There is a part of Pari that wants to hang up. Intuitively, she does not doubt that whatever revelation this old man—this person from her distant past—has scribbled on paper, halfway across the world, is true. She has known for a long time that she was lied to by Maman about her childhood. But even if the ground of her life was broken with a lie, what Pari has since planted in that ground stands as true and sturdy and unshakable as a giant oak. Eric, her children, her grandchildren, her career, Collette. So what is the use? After all this time, what is the use? Perhaps best to hang up.

But she doesn’t. Her pulse fluttering and her palms sweating, she says, “What … what does he say in his note, in this letter?”

“Well, for one thing, he claims he was your uncle.”

“My uncle.”

“Your stepuncle, to be precise. And there is more. He says many other things as well.”

“Monsieur Varvaris, do you have it? This note, this letter, or the translation? Do you have it with you?”

“I do.”

“Maybe you read it for me? Can you read it?”

“You mean now?”

“If you have the time. I can call you, to collect the charge.”

“No need, no. But are you sure?”

“Oui,” she says into the phone. “I’m sure, Monsieur Varvaris.”

He reads it to her. He reads her the whole thing. It takes a while. When he finishes, she thanks him and tells him she will be in touch soon.

After she hangs up, she sets the coffeemaker to brew a cup and moves to her window. From it, the familiar view presents itself to her—the narrow cobblestone path below, the pharmacy up the block, the falafel joint at the corner, the brasserie run by the Basque family.

Pari’s hands shake. A startling thing is happening to her. Something truly remarkable. The picture of it in her mind is of an ax striking soil and suddenly rich black oil bubbling up to the surface. This is what is happening to her, memories struck upon, rising up from the depths. She gazes out the window in the direction of the brasserie, but what she sees is not the skinny waiter beneath the awning, black apron tied at the waist and shaking a cloth over a table, but a little red wagon with a squeaky wheel bouncing along beneath a sky of unfurling clouds, rolling over ridges and down dried-up gullies, up and down ocher hills that loom and then fall away.
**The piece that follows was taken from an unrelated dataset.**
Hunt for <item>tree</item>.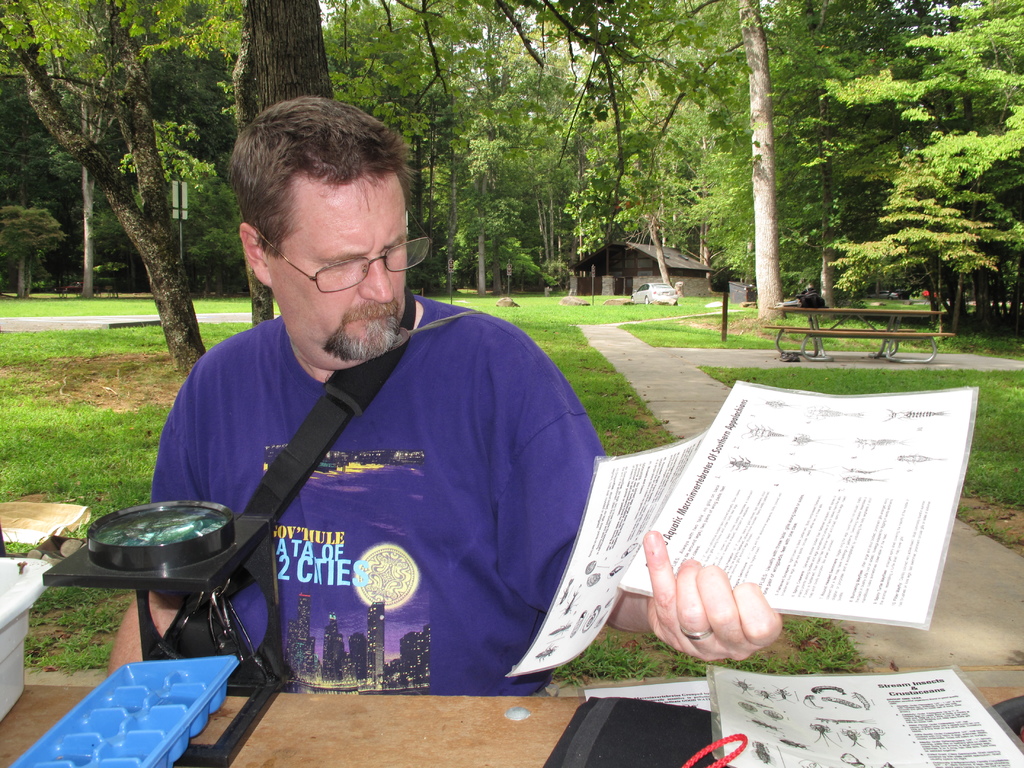
Hunted down at region(22, 27, 208, 330).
She sees tangles of fruit trees standing in groves, the breeze catching their leaves, and rows of grapevines connecting little flat-roofed houses. She sees washing lines and women squatting by a stream, and the creaking ropes of a swing beneath a big tree, and a big dog, cowering from the taunts of village boys, and a hawk-nosed man digging a ditch, shirt plastered to his back with sweat, and a veiled woman bent over a cooking fire.

But something else too at the edge of it all, at the rim of her vision—and this is what draws her most—an elusive shadow. A figure. At once soft and hard. The softness of a hand holding hers. The hardness of knees where she’d once rested her cheek. She searches for his face, but it evades her, slips from her, each time she turns to it. Pari feels a hole opening up in her. There has been in her life, all her life, a great absence. Somehow, she has always known.
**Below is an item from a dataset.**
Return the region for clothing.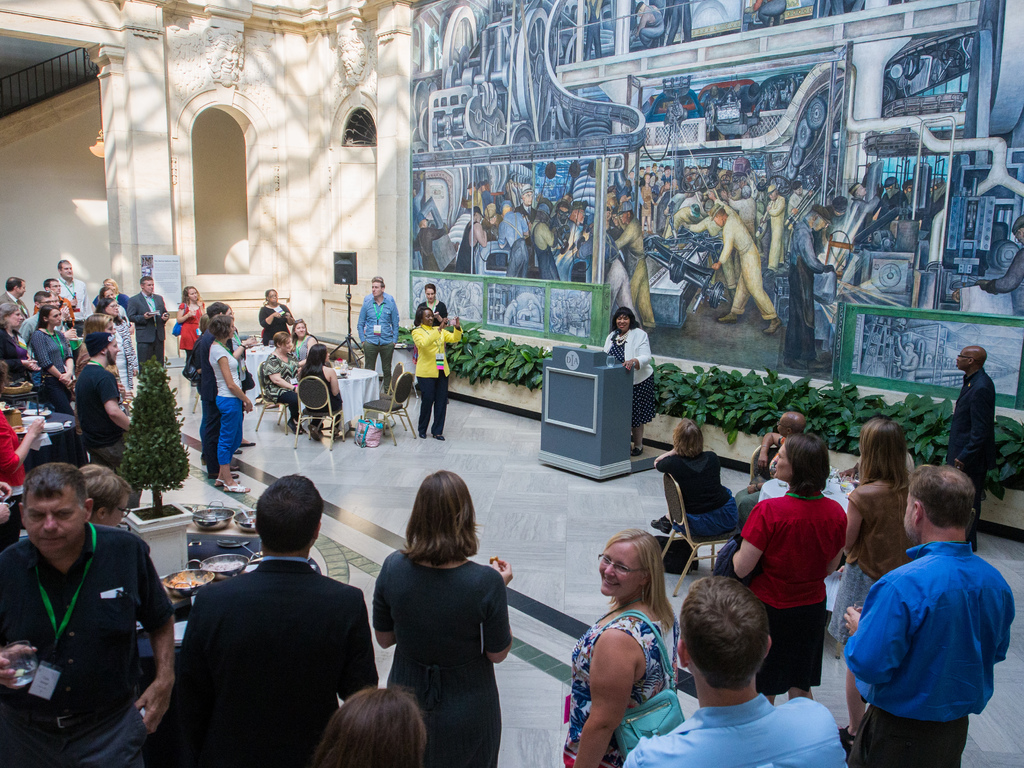
(377,547,512,764).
“Brother,” she says, unaware she is speaking. Unaware she is weeping.

A verse from a Farsi song suddenly tumbles to her tongue:

I know a sad little fairy

Who was blown away by the wind one night.
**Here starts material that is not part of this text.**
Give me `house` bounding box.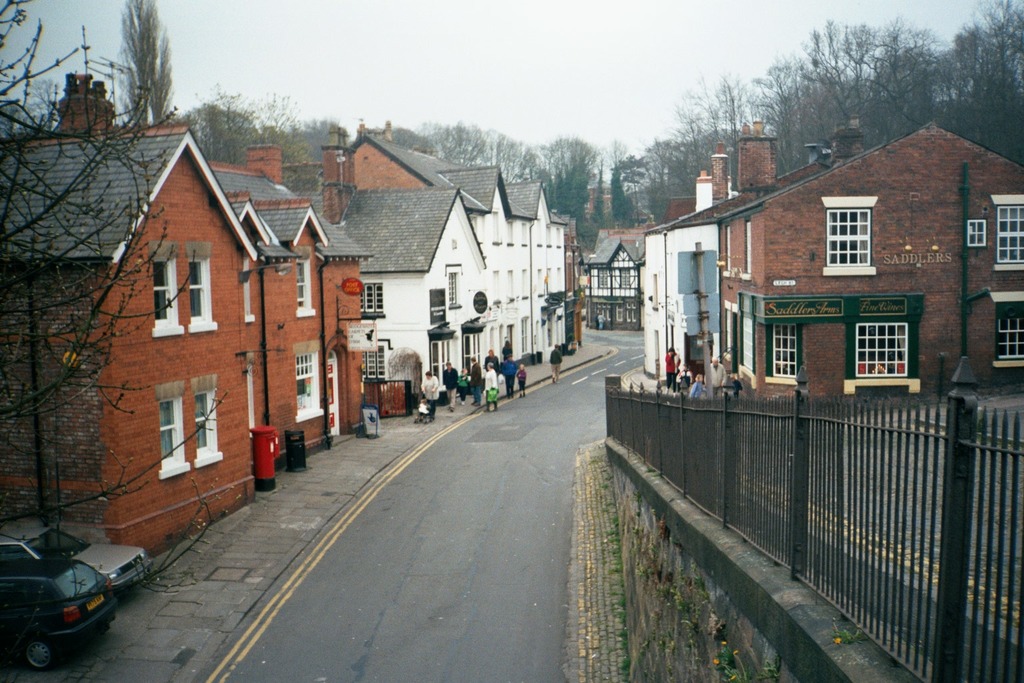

There is another, perhaps earlier, verse, she is sure of it, but that eludes her as well.

Pari sits. She has to. She doesn’t think she can stand at the moment. She waits for the coffee to brew and thinks that when it’s ready she is going to have a cup, and then perhaps a cigarette, and then she is going to go to the living room to call Collette in Lyon, see if her old friend can arrange her a trip to Kabul.

But for the moment Pari sits. She shuts her eyes, as the coffeemaker begins to gurgle, and she finds behind her eyelids hills that stand soft and a sky that stands high and blue, and the sun setting behind a windmill, and always, always, hazy strings of mountains that fall and fall away on the horizon.